Brian Smart began his career in 2006, as a planner at a mid-size firm based in Atlanta, George, where he provided support for local transportation projects, including multi-use trails and bike lanes in Gwinnett County, as one of metro-Atlanta’s fastest growing counties, and last-mile connectivity projects near some of Atlanta region’s most heavily used transit stops.
The following year, Smart entered graduate school at Georgia Tech where he began working on his master’s degree in city and regional planning. Over the summer of 2008, Smart worked as an intern at the Georgia Department of Transportation, where he supported planning staff in the delivery of Georgia’s s transportation enhancement program and helped to prioritize bicycle, pedestrian, and last-mile connectivity projects in key areas across the state.

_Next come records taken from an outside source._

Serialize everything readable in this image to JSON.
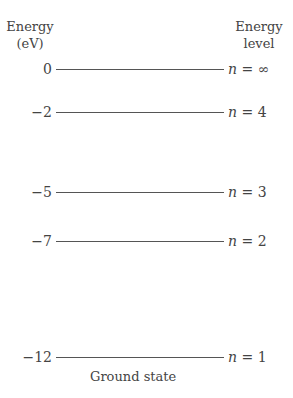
{
  "header": {
    "left_line1": "Energy",
    "left_line2": "(eV)",
    "right_line1": "Energy",
    "right_line2": "level"
  },
  "levels": [
    {
      "energy": "0",
      "n_var": "n",
      "n_eq": " = ∞"
    },
    {
      "energy": "−2",
      "n_var": "n",
      "n_eq": " = 4"
    },
    {
      "energy": "−5",
      "n_var": "n",
      "n_eq": " = 3"
    },
    {
      "energy": "−7",
      "n_var": "n",
      "n_eq": " = 2"
    },
    {
      "energy": "−12",
      "n_var": "n",
      "n_eq": " = 1"
    }
  ],
  "ground_state_label": "Ground state"
}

During his second and final year in the city and regional planning program, he was elected president of Georgia Tech’s Student Planning Association and was also selected as “Best All Around Student” by the faculty of the School of City and Regional Planning.
After graduation, Smart transitioned into a project manager role continuing to work on local transportation projects and providing technical support for the alternatives analysis for the Georgia Department of Transportation’s Atlanta to Chattanooga High Speed Ground Transportation Study. In 2010, he accepted a two-year term appointment position as an environmental protection specialist with the Federal Transit Administration (FTA). While at FTA, he provided invaluable support to numerous transit providers and managed the environmental review process for numerous transit projects across the southeastern United States and Puerto Rico.

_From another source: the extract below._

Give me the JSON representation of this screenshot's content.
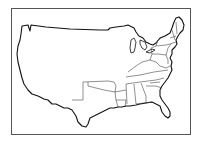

Currently Smart is a senior transit planner and the National Environmental Policy Act (NEPA) lead for Aecom’s southeast region transit planning practice and has worked with transit agencies to implement key projects in many Southeastern U.S. cities and transit markets. Recent experiences include managing the environmental review process for the Georgia Multimodal Passenger Terminal (MMPT) in downtown Atlanta, Atlanta Streetcar, Atlanta BeltLine, Fort Lauderdale Streetcar, Central Florida Commuter Rail/SunRail in Orlando, Lynx Blue Line Extension in Charlotte, Charlotte Streetcar, Durham-Orange Light Rail Transit, and the Jacksonville Transit Authority’s bus rapid transit corridors in Jacksonville, Florida.
Smart was also responsible for nomination of the Georgia MMPT project and eventual selection by the White House as a project of regional and national significance to serve as a demonstration project to help implement Executive Order 13604 – Improving Performance of Federal Permitting and Review of Infrastructure Projects.

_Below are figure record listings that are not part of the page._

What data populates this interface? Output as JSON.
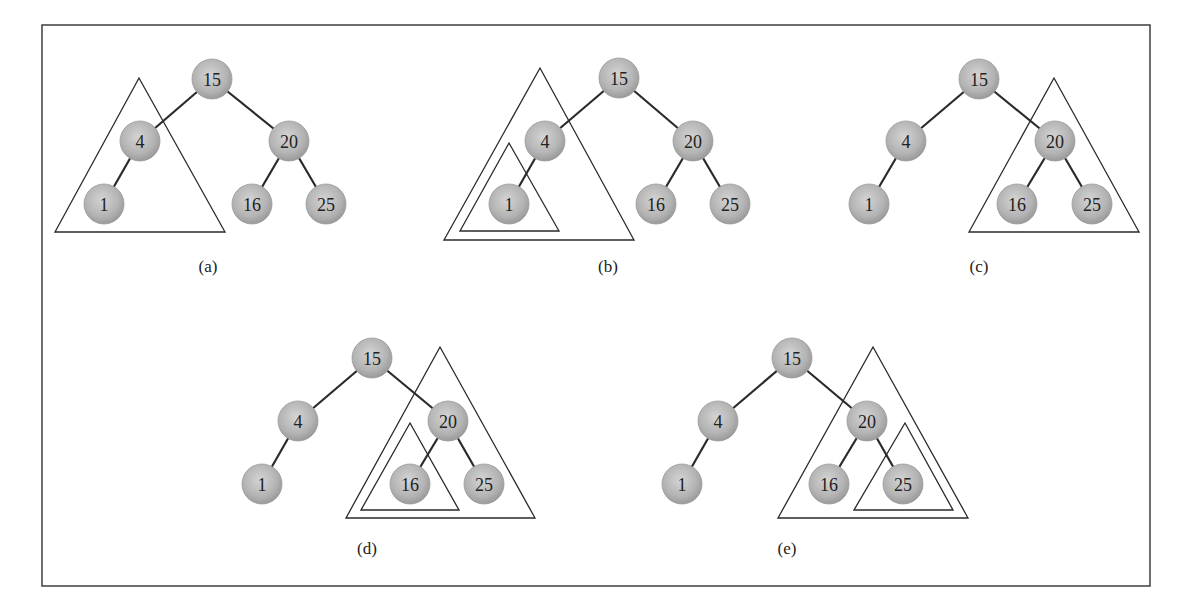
{
  "figure": {
    "frame": {
      "x": 42,
      "y": 25,
      "width": 1108,
      "height": 561
    },
    "colors": {
      "node_center": "#d4d4d4",
      "node_edge": "#9a9a9a",
      "line": "#2a2a2a",
      "frame": "#4a4a4a"
    },
    "tree": {
      "nodes": [
        "15",
        "4",
        "20",
        "1",
        "16",
        "25"
      ],
      "edges": [
        [
          "15",
          "4"
        ],
        [
          "15",
          "20"
        ],
        [
          "4",
          "1"
        ],
        [
          "20",
          "16"
        ],
        [
          "20",
          "25"
        ]
      ]
    },
    "panels": [
      {
        "caption": "(a)",
        "caption_pos": [
          208,
          266
        ],
        "nodes": {
          "15": [
            212,
            79
          ],
          "4": [
            140,
            141
          ],
          "20": [
            289,
            141
          ],
          "1": [
            104,
            204
          ],
          "16": [
            252,
            204
          ],
          "25": [
            326,
            204
          ]
        },
        "triangles": [
          [
            [
              139,
              78
            ],
            [
              55,
              232
            ],
            [
              225,
              232
            ]
          ]
        ],
        "highlighted_subtree": "4"
      },
      {
        "caption": "(b)",
        "caption_pos": [
          608,
          266
        ],
        "nodes": {
          "15": [
            619,
            78
          ],
          "4": [
            545,
            141
          ],
          "20": [
            693,
            141
          ],
          "1": [
            509,
            204
          ],
          "16": [
            656,
            204
          ],
          "25": [
            730,
            204
          ]
        },
        "triangles": [
          [
            [
              540,
              68
            ],
            [
              444,
              240
            ],
            [
              634,
              240
            ]
          ],
          [
            [
              509,
              143
            ],
            [
              460,
              231
            ],
            [
              559,
              231
            ]
          ]
        ],
        "highlighted_subtree": "1"
      },
      {
        "caption": "(c)",
        "caption_pos": [
          979,
          266
        ],
        "nodes": {
          "15": [
            979,
            79
          ],
          "4": [
            906,
            141
          ],
          "20": [
            1055,
            141
          ],
          "1": [
            869,
            204
          ],
          "16": [
            1017,
            204
          ],
          "25": [
            1092,
            204
          ]
        },
        "triangles": [
          [
            [
              1054,
              78
            ],
            [
              969,
              232
            ],
            [
              1139,
              232
            ]
          ]
        ],
        "highlighted_subtree": "20"
      },
      {
        "caption": "(d)",
        "caption_pos": [
          367,
          548
        ],
        "nodes": {
          "15": [
            372,
            358
          ],
          "4": [
            298,
            421
          ],
          "20": [
            448,
            421
          ],
          "1": [
            262,
            484
          ],
          "16": [
            410,
            484
          ],
          "25": [
            484,
            484
          ]
        },
        "triangles": [
          [
            [
              440,
              347
            ],
            [
              346,
              518
            ],
            [
              535,
              518
            ]
          ],
          [
            [
              410,
              423
            ],
            [
              361,
              510
            ],
            [
              459,
              510
            ]
          ]
        ],
        "highlighted_subtree": "16"
      },
      {
        "caption": "(e)",
        "caption_pos": [
          787,
          548
        ],
        "nodes": {
          "15": [
            792,
            358
          ],
          "4": [
            718,
            421
          ],
          "20": [
            867,
            421
          ],
          "1": [
            682,
            484
          ],
          "16": [
            829,
            484
          ],
          "25": [
            903,
            484
          ]
        },
        "triangles": [
          [
            [
              873,
              347
            ],
            [
              778,
              518
            ],
            [
              968,
              518
            ]
          ],
          [
            [
              905,
              423
            ],
            [
              854,
              510
            ],
            [
              953,
              510
            ]
          ]
        ],
        "highlighted_subtree": "25"
      }
    ]
  }
}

“After visiting Seaside, Florida, as a child — the birthplace of New Urbanism — I knew that I was going to be a city planner. However, my interest in transit planning did not start until I was in graduate school at Georgia Tech and actually lived in the city for the first time. It is here that I began to really understand how efficient cities are when they have mobility options. I learned this through first-hand experience living and working in Atlanta and through my graduate studies at Georgia Tech. Cities with transit and other mobility options are happy places and they are places where people want to live, work and play.”
“I would like to see more public support for public transit. As a transit planner living and working in Atlanta, I understand that the next frontier for our transit planning work is getting the majority of the people in this region, if not everyone, excited about transit expansion projects and new transit service that have been planned and discussed for years. One of the things that I don’t think most people realize is that transit options remove cars from severely congested roadways. Those who will never consider transit for their daily commute should learn to support transit expansion because it will most likely improve their experience if fewer cars are on the roadway. And that is where my job is most important — turning raw transit data into a presentation and conversation that is easily understood by the public. Furthermore, if we are happy with a service such as public transit, it tends to translate into demands which may be heard by our elected officials — possibly paving the way for changes in the way we fund public transit service.”